Sunday, June 10, 2007

Batting for Bragging Rights: Ervin Santana Turns it Around for Angels

The Los Angeles Angels of Anaheim are off to one of the best starts in franchise history. Pitching has been the team's strong suit this last few years, but in recent weeks the team's hitting game has improved phenomenally. In last night's game against the St. Louis Cardinals, Angels pitcher Ervin Santana helped his own cause by cracking a fourth-inning 2-RBI double, upon which team announcer Steve Physioc noted that Santana was "batting for bragging rights."

This is interleague play, and since we don't get to see American League pitchers take the batter's box very often, I got a good thrill watching Santana knock in a couple of runs to help himself. Santana was so far 0-5 on the road this year, and despite his victory, he wasn't all that warm to discussing his win over St. Louis:
It should have been an occasion to celebrate for Ervin Santana, and yet the Angels pitcher who recorded his first road victory of the season and first extra-base hit of his career was in a dour mood late Saturday night."

Are you guys happy now?" Santana said to reporters gathered around him in the clubhouse after the Angels' 9-3 victory over the St. Louis Cardinals at Busch Stadium, prompting one to retort, "Are you?"

"No, I'm not," he said without elaborating.

The pitcher who has grown increasingly weary of discussing the gaping discrepancy between his home and road performances had finally experienced a reversal of fortune by pitching six strong innings to earn his first victory on the road since Sept. 24 at Oakland.

He gave up six hits and three runs, on two home runs, improving to 1-5 with an 8.50 earned-run average on the road. He is 4-1 with a 2.42 ERA at home."It's not bothering me because the same thing I do at home, I do here too," Santana said when asked if the questions about his woes away from Angel Stadium bothered him. "Nothing changes."

Santana (5-6) was more receptive to a discussion of his two-run double that keyed a four-run fourth inning for the Angels, who will go for a sweep of the Cardinals today after producing 19 runs and 35 hits in the first two games of the series.

"You might be DHing when we get home," reliever Scot Shields jokingly told Santana, who picked up the first extra-base hit by an Angels pitcher since Tim Belcher doubled against San Francisco on June 9, 1999.

Noting that he had played shortstop and center field before becoming a pitcher, Santana acknowledged that his double down the left-field line "makes me happy."

There's plenty of reasons to smile for the Angels (40-23), who are off to the best 63-game start in franchise history and became the first major league team this season to reach 40 victories. They have won nine of 11 games and have won all five games against National League opponents, becoming the only undefeated team in interleague play.

"It's not something we can't produce on a consistent basis," said left fielder Garret Anderson, who hit a two-run homer before leaving in the fifth inning when he experienced tightness in his right hip flexor. "We're hitting line drives and hard ground balls and finding some holes and taking the extra base. It's going to apply pressure to the other team."
The proof of the Angels' effectiveness will be tried when they play the other top contenders in the American League (Boston's visiting Anaheim for a three-game series in August). So far, though, it's looking like a pennant year, and perhaps a championship -- and bragging rights for the whole team!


### PROBLEM DESCRIPTION
The data below is to be repeated in full, exactly as shown.

Source data
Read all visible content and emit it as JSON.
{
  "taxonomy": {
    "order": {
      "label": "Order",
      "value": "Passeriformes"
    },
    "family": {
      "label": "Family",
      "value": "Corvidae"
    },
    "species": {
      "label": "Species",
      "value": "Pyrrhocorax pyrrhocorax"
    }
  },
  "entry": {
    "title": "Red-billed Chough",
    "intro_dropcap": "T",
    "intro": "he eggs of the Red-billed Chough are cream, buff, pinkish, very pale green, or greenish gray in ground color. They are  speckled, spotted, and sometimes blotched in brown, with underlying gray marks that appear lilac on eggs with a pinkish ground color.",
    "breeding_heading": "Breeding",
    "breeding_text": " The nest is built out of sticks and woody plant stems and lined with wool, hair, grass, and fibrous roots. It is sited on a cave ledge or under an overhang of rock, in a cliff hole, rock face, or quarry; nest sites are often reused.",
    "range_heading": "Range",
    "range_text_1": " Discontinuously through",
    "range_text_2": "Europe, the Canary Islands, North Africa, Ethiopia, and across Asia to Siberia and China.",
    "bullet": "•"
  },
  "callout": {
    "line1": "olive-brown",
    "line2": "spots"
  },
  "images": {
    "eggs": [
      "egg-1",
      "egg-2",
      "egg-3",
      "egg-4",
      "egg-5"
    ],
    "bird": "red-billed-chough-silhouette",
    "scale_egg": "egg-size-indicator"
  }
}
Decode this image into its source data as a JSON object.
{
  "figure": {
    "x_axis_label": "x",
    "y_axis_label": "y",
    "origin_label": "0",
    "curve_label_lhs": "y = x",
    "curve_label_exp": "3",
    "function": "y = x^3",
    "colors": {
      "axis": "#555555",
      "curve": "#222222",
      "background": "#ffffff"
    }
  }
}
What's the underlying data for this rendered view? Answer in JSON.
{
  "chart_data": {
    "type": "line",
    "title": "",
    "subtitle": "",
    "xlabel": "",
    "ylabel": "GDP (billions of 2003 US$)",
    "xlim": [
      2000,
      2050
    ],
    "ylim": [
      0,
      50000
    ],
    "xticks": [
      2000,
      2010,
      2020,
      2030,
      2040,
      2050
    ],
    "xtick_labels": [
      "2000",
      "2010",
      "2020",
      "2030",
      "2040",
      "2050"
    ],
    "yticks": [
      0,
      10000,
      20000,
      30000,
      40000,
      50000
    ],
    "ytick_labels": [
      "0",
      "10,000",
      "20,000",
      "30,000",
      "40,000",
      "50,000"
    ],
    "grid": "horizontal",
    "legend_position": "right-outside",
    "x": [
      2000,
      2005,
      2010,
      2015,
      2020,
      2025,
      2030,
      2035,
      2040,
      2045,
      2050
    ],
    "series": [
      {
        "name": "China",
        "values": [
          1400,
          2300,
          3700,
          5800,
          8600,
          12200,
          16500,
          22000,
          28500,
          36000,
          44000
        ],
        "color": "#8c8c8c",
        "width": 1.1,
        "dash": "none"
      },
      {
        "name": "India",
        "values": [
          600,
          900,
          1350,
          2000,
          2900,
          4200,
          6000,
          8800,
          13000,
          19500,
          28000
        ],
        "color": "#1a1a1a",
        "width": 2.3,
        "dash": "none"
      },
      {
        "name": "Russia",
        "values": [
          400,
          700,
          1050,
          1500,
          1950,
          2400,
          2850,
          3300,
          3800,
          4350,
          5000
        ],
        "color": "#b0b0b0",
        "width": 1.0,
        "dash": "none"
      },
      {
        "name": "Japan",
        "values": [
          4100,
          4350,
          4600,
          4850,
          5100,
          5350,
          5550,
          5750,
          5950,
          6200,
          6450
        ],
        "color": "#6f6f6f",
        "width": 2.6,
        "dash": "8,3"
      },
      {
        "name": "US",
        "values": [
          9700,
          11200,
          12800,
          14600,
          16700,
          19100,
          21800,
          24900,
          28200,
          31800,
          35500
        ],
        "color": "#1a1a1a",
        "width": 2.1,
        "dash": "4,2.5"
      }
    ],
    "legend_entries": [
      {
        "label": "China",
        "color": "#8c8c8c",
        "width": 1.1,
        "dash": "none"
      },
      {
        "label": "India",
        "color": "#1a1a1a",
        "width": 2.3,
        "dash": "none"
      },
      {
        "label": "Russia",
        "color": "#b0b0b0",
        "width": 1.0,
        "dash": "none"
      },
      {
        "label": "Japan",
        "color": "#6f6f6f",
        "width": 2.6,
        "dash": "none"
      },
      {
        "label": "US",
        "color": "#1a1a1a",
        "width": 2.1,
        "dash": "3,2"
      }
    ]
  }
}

### ANSWER BOX
Read all visible content and emit it as JSON.
{
  "taxonomy": {
    "order": {
      "label": "Order",
      "value": "Passeriformes"
    },
    "family": {
      "label": "Family",
      "value": "Corvidae"
    },
    "species": {
      "label": "Species",
      "value": "Pyrrhocorax pyrrhocorax"
    }
  },
  "entry": {
    "title": "Red-billed Chough",
    "intro_dropcap": "T",
    "intro": "he eggs of the Red-billed Chough are cream, buff, pinkish, very pale green, or greenish gray in ground color. They are  speckled, spotted, and sometimes blotched in brown, with underlying gray marks that appear lilac on eggs with a pinkish ground color.",
    "breeding_heading": "Breeding",
    "breeding_text": " The nest is built out of sticks and woody plant stems and lined with wool, hair, grass, and fibrous roots. It is sited on a cave ledge or under an overhang of rock, in a cliff hole, rock face, or quarry; nest sites are often reused.",
    "range_heading": "Range",
    "range_text_1": " Discontinuously through",
    "range_text_2": "Europe, the Canary Islands, North Africa, Ethiopia, and across Asia to Siberia and China.",
    "bullet": "•"
  },
  "callout": {
    "line1": "olive-brown",
    "line2": "spots"
  },
  "images": {
    "eggs": [
      "egg-1",
      "egg-2",
      "egg-3",
      "egg-4",
      "egg-5"
    ],
    "bird": "red-billed-chough-silhouette",
    "scale_egg": "egg-size-indicator"
  }
}
Decode this image into its source data as a JSON object.
{
  "figure": {
    "x_axis_label": "x",
    "y_axis_label": "y",
    "origin_label": "0",
    "curve_label_lhs": "y = x",
    "curve_label_exp": "3",
    "function": "y = x^3",
    "colors": {
      "axis": "#555555",
      "curve": "#222222",
      "background": "#ffffff"
    }
  }
}
What's the underlying data for this rendered view? Answer in JSON.
{
  "chart_data": {
    "type": "line",
    "title": "",
    "subtitle": "",
    "xlabel": "",
    "ylabel": "GDP (billions of 2003 US$)",
    "xlim": [
      2000,
      2050
    ],
    "ylim": [
      0,
      50000
    ],
    "xticks": [
      2000,
      2010,
      2020,
      2030,
      2040,
      2050
    ],
    "xtick_labels": [
      "2000",
      "2010",
      "2020",
      "2030",
      "2040",
      "2050"
    ],
    "yticks": [
      0,
      10000,
      20000,
      30000,
      40000,
      50000
    ],
    "ytick_labels": [
      "0",
      "10,000",
      "20,000",
      "30,000",
      "40,000",
      "50,000"
    ],
    "grid": "horizontal",
    "legend_position": "right-outside",
    "x": [
      2000,
      2005,
      2010,
      2015,
      2020,
      2025,
      2030,
      2035,
      2040,
      2045,
      2050
    ],
    "series": [
      {
        "name": "China",
        "values": [
          1400,
          2300,
          3700,
          5800,
          8600,
          12200,
          16500,
          22000,
          28500,
          36000,
          44000
        ],
        "color": "#8c8c8c",
        "width": 1.1,
        "dash": "none"
      },
      {
        "name": "India",
        "values": [
          600,
          900,
          1350,
          2000,
          2900,
          4200,
          6000,
          8800,
          13000,
          19500,
          28000
        ],
        "color": "#1a1a1a",
        "width": 2.3,
        "dash": "none"
      },
      {
        "name": "Russia",
        "values": [
          400,
          700,
          1050,
          1500,
          1950,
          2400,
          2850,
          3300,
          3800,
          4350,
          5000
        ],
        "color": "#b0b0b0",
        "width": 1.0,
        "dash": "none"
      },
      {
        "name": "Japan",
        "values": [
          4100,
          4350,
          4600,
          4850,
          5100,
          5350,
          5550,
          5750,
          5950,
          6200,
          6450
        ],
        "color": "#6f6f6f",
        "width": 2.6,
        "dash": "8,3"
      },
      {
        "name": "US",
        "values": [
          9700,
          11200,
          12800,
          14600,
          16700,
          19100,
          21800,
          24900,
          28200,
          31800,
          35500
        ],
        "color": "#1a1a1a",
        "width": 2.1,
        "dash": "4,2.5"
      }
    ],
    "legend_entries": [
      {
        "label": "China",
        "color": "#8c8c8c",
        "width": 1.1,
        "dash": "none"
      },
      {
        "label": "India",
        "color": "#1a1a1a",
        "width": 2.3,
        "dash": "none"
      },
      {
        "label": "Russia",
        "color": "#b0b0b0",
        "width": 1.0,
        "dash": "none"
      },
      {
        "label": "Japan",
        "color": "#6f6f6f",
        "width": 2.6,
        "dash": "none"
      },
      {
        "label": "US",
        "color": "#1a1a1a",
        "width": 2.1,
        "dash": "3,2"
      }
    ]
  }
}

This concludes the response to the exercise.